Only in the last several months has an active opposition force, called Sane Transit, mobilized—one that speaks for more than the objections of specific neighborhoods (Tukwila, Rainier Valley, downtown) and includes more than just the people who have opposed light rail all along.
9. Hopelessly devoted to rail
There is no doubt that most of the officials on the Sound Transit board believe that rail is the right thing to do—both politically and for the region’s transportation future. We voted for it four years ago, and Sims, for one, thinks that support remains strong: “In all the polls, voters are saying, ‘Build it,'” he says. “At a certain point, we have to start acting.”
Whether voter support is realistic is another question. Bruce Nurse of Kemper Development says he’s been privy to some recent focus groups that indicate “the public is amazingly unaware of what Sound Transit is doing. People are unaware of where it goes and what it actually delivers.”
Nurse believes that, nonetheless, “a large group of the public seems to want rail regardless of price.” Emory Bundy of Sane Transit agrees: “The good-government/ environmental people have this romantic view of rail that won’t stand up to scrutiny,” he contends.
As a result, while light rail may not be the best thing we can do for easing traffic or improving transit, it has become the thing we can do, politically speaking. Sure, free buses and congestion pricing sound good, but will people be willing to tax themselves to pay for it?
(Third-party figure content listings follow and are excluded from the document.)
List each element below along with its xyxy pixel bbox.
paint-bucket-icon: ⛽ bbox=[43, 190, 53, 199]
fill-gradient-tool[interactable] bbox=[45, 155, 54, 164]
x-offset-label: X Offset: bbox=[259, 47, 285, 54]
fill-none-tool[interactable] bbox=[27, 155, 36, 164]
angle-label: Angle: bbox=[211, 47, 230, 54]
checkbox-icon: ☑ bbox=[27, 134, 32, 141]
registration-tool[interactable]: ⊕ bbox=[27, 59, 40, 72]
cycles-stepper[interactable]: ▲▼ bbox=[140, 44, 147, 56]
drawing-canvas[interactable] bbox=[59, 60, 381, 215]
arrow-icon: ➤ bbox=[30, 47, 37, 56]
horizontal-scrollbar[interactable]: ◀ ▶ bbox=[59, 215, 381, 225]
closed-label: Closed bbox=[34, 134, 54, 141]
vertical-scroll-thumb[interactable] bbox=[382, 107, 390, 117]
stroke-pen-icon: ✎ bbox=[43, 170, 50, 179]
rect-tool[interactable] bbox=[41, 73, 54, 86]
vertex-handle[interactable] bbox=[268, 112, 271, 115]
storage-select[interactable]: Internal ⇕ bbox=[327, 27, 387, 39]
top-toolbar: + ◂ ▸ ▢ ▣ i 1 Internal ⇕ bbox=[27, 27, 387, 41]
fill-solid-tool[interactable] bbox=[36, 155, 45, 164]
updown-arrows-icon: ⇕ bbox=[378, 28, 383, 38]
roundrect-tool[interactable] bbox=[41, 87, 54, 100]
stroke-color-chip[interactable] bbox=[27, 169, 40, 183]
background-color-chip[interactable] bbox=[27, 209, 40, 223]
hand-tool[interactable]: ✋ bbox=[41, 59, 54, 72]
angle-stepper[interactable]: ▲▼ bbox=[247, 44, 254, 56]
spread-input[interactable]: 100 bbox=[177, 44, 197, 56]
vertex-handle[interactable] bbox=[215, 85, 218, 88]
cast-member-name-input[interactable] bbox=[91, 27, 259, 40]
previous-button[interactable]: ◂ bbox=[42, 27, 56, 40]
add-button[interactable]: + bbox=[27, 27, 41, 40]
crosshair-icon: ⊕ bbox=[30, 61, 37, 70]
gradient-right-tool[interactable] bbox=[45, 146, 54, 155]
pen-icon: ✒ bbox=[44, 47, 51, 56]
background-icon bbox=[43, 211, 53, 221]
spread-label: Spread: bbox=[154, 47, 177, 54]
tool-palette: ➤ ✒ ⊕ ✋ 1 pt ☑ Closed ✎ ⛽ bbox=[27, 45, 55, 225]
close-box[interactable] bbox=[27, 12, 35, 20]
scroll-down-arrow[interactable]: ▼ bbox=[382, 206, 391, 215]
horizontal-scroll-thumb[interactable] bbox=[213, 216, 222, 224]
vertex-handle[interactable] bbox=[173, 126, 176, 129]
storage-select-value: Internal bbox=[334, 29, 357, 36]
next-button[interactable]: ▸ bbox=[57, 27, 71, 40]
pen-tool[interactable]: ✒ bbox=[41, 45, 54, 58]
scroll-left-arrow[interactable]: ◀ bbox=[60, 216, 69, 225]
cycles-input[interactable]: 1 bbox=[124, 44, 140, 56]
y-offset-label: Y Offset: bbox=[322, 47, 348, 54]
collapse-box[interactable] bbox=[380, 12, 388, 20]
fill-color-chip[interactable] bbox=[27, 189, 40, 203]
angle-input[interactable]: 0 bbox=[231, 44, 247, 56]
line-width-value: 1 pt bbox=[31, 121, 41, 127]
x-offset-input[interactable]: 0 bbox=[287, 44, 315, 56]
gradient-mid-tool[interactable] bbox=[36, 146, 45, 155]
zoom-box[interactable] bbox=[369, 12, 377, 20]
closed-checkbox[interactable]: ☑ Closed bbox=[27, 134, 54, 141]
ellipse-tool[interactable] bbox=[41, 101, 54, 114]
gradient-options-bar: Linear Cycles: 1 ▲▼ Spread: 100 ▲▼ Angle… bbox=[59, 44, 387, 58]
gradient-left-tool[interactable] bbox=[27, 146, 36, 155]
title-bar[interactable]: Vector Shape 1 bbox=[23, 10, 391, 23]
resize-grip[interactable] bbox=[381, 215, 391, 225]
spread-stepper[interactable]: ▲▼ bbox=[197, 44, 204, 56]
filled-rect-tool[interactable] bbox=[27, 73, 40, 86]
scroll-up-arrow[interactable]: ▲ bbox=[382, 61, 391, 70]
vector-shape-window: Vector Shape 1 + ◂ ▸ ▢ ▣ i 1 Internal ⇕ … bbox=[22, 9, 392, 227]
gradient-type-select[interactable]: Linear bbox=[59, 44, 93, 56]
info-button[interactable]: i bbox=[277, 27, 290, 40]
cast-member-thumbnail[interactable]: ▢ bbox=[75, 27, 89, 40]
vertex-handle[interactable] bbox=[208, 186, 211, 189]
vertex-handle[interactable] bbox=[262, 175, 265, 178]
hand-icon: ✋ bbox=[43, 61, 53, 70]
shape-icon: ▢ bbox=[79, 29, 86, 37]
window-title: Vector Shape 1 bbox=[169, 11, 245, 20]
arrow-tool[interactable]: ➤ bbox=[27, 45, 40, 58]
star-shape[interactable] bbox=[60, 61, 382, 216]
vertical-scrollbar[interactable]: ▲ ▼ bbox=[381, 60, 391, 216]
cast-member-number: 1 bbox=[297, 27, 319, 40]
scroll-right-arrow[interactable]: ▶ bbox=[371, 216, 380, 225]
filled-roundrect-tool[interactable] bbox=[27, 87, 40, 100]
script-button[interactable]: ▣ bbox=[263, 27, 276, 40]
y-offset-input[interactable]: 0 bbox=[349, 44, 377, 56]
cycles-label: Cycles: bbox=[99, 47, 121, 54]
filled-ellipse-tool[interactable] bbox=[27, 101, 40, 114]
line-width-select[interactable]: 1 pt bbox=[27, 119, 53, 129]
Mike Vaska of the Greater Seattle Chamber of Commerce is doubtful. “If you’re not going to do this,” he says, “tell me what we can do that voters will support?”
10. Damn the naysayers
Whether it’s the baseball stadium, the third runway, or the Tacoma Narrows Bridge, every major public works project seems to be greeted by outraged protest from someone. “There’s a culture of opposition,” observes attorney Vaska, “and elected officials are getting immunized to some of this. They’re willing to tough it out and take the hits.” They have learned, perhaps, that in the end these protests can be safely ignored. Who ever paid a political price for the two new sports stadiums? Though the voices of an indifferent majority have never been heard inside the Sound Transit boardroom, theirs may actually be the loudest voice of all.